Our Purpose

We have four key priorities:

Regional Energy Security and Transition Energy Security

  • As Asia region’s strong economic growth continues, securing its energy needs will be critical. The improvement in living standards and broadening of economic development requires action in many areas of the energy supply chain.
  • The region is more geographically and politically diverse than North America & Europe and possesses only 9% of world proved gas reserves. This makes energy security less certain and easily disrupted than in other regions.
  • The additional demands of climate change, climate commitments by nations in the region and complex geopolitics make a multipronged approach necessary and provides an opportunity for ANGEA to add value to stakeholders in industry, Government and the community.
  • Supply chains must be considered to allow access to technology for gas systems and renewable solutions that will factor into energy security considerations for consumers.

Regional Infrastructure Development

Hard Infrastructure:

  • There are dramatically different levels of energy infrastructure across the region. From the comprehensive LNG import and power infrastructure in Japan, Korea and Taiwan to countries with no gas import facilities and limited internal power and gas transmission systems.
  • The interconnection of national power and gas systems, a fundamental building block of energy security, is also extremely limited. Cost and politics remain significant challenges to improving this.

Social Infrastructure:

  • Development of human capital to support larger, more interconnected markets and infrastructure systems to provide energy security is critical in emerging markets.
  • More established market players can support this levelling up with training, technical assistance and financial support.
  • Work with governments to identify social development opportunities within the region

Regional Economic and Market Development

Economic Development

  • The large investment required to complete the buildout of infrastructure and support energy transition will have to be sourced internationally at least in part for most markets.
  • The investment climate and regulatory systems must support international investment or economic development will be severely restricted.

Market Development

  • Many less-developed markets face the challenge of moving from Government controlled indigenous fuel production, with associated energy subsidies and pricing distortions, to an energy market linked to international markets.
  • The political difficulty of this transition is significant and requires expertise regarding market structure development and implementation.

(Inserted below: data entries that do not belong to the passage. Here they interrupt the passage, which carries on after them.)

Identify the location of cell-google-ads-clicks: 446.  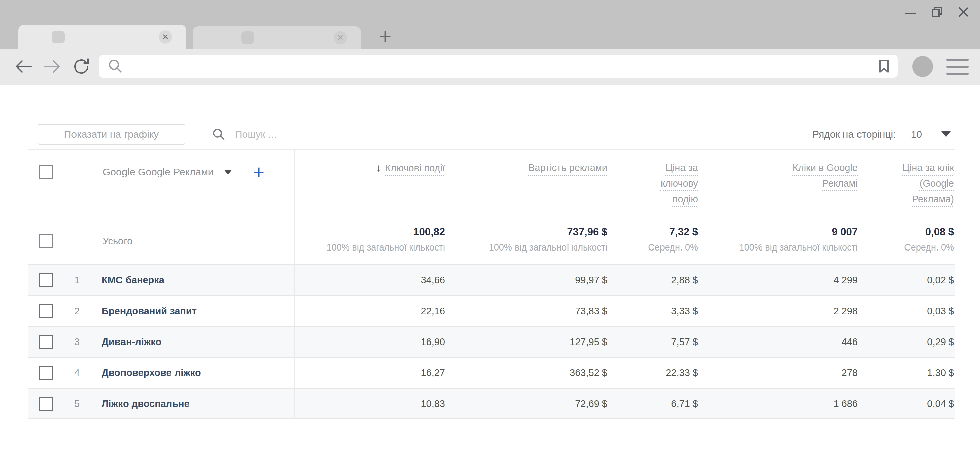
(779, 342).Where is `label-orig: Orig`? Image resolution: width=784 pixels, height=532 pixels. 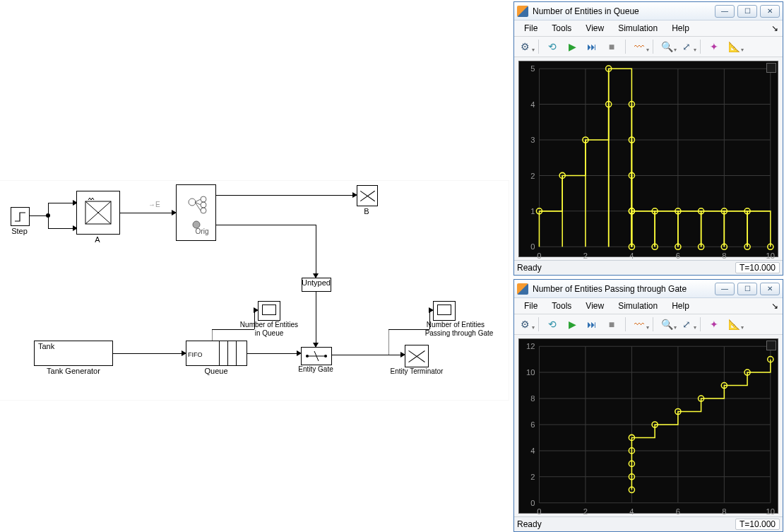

Regional Climate and Environment Imperatives

  • Natural gas is recognised as a complementary solution to environmental issues along with renewables and energy conservation.
  • Natural gas remains an important part of the energy mix in many countries and will provide the basis for transition to a sustainable energy future.
  • Lower carbon natural gas will assist regional Governments achieve climate policy objectives
  • Customers, governments and communities are expecting the industry to deliver lower-carbon LNG solutions.